Nicholas Dirks, the executive vice president and dean of the Faculty of Arts and Sciences at Columbia since 2004, has been named the next chancellor of the University of California, Berkeley.
This summer, he will leave Morningside Heights to take over the University of California system’s most prestigious institution, located across the bay from San Francisco.
“I’m deeply honored, and humbled, by this opportunity,” says Dirks. “At the same time, I’m going to miss Columbia enormously. I’ve loved this place.”
At UC Berkeley, Dirks faces the formidable task of upholding that institution’s standing as the top-ranked public university in the US while keeping it accessible to low- and middle-income California residents. State funding for the University of California system has dwindled in recent years, which has led to tuition hikes and a shift toward enrolling more out-of-state students. In response, students have staged large protests at several campuses, including UC Berkeley’s.
“The necessity to relate well with students and other stakeholders at UC Berkeley is especially relevant given the campus’ storied history of political activism,” wrote the editors of the Daily Californian, Cal’s independent student newspaper, in a recent editorial. “Everything we know about Dirks so far suggests that he is up to the task.”
Dirks, who is known at Columbia as a warm and approachable figure, was recruited here to chair the anthropology department in 1997. He rebuilt the department, complementing its traditional strength in archaeology with a new focus on social, cultural, and historical studies. An expert on South Asia and the effects of British colonialism, Dirks also made the department more international, hiring many professors from parts of the world that have “typically been the objects, rather than the subjects, of anthropological inquiry,” as he once said.
As executive vice president of Arts and Sciences, a position in which Dirks has overseen the operation of six schools — Columbia College, the School of General Studies, the School of International and Public Affairs, the School of the Arts, the School of Continuing Education, and the Graduate School of Arts and Sciences — he implemented changes that have brought more coordination to budgetary and hiring decisions.

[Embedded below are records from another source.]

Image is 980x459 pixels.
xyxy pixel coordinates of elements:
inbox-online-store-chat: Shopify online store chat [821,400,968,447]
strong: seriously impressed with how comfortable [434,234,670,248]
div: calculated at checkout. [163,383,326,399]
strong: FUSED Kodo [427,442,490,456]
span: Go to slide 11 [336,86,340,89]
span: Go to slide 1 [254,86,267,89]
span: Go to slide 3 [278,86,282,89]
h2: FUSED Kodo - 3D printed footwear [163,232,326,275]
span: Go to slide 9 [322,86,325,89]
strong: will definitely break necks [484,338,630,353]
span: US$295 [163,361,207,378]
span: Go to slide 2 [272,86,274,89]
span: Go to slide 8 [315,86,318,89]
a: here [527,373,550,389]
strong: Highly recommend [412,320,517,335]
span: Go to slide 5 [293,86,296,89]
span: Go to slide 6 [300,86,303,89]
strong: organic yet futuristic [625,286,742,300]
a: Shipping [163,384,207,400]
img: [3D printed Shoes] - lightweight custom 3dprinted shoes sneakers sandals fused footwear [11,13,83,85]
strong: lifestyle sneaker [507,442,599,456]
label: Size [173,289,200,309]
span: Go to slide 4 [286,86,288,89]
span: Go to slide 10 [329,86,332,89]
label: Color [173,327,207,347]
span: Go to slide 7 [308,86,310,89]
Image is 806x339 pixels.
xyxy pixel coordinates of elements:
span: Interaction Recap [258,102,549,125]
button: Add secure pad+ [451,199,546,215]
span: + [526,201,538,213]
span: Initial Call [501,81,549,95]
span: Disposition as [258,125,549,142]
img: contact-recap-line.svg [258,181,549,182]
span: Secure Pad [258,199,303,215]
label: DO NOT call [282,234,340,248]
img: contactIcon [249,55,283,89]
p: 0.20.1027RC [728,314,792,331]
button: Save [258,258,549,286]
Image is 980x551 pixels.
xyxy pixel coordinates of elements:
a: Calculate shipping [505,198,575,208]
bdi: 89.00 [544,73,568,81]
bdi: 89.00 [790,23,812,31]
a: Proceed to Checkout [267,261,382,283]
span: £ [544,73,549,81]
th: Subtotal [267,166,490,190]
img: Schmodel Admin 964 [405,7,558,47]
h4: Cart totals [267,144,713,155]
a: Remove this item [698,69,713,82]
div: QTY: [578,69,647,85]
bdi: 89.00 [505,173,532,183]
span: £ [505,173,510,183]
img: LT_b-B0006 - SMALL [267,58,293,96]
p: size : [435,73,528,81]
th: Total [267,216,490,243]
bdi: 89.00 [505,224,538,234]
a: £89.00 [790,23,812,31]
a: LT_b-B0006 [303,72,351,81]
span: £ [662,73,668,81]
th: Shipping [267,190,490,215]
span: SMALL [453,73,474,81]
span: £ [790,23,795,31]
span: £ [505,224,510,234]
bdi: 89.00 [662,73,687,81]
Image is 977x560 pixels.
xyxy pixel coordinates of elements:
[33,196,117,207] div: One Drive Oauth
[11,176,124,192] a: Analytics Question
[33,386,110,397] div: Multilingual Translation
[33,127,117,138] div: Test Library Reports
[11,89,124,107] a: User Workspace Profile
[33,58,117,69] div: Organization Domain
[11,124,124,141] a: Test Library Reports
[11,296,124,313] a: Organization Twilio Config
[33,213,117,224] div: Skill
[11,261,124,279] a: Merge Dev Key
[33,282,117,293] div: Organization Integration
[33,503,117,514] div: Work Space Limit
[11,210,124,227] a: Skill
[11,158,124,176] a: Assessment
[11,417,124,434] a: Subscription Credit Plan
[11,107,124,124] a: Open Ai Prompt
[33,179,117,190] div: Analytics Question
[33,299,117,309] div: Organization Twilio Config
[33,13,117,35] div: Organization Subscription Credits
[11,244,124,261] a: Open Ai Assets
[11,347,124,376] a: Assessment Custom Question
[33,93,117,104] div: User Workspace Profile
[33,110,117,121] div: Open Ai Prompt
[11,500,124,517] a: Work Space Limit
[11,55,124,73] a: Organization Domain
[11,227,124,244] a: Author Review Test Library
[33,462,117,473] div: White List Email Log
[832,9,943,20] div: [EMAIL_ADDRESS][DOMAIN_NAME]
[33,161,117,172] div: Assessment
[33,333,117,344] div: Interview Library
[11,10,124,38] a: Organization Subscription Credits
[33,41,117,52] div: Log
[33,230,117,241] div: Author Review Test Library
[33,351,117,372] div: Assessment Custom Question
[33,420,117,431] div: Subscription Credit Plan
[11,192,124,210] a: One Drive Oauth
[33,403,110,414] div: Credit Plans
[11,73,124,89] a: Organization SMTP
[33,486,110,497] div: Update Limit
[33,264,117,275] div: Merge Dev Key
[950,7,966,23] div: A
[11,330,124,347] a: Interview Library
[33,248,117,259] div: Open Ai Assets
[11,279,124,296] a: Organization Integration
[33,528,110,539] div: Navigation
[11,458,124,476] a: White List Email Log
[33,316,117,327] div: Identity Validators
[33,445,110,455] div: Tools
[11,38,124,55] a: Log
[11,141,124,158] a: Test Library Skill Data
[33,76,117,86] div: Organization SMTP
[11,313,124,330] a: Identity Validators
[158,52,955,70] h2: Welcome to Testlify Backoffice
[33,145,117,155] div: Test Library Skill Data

“Nick was centrally important to sustaining and improving our academic excellence, building and expanding interdisciplinary programs, improving our capacity to be a diverse community, expanding our sources of revenue, and all the while being a friend of us all,” wrote President Lee C. Bollinger in a statement on November 8. “While we will miss Nick deeply and are extremely grateful for all he has done for Columbia, we also take great pride in his appointment.”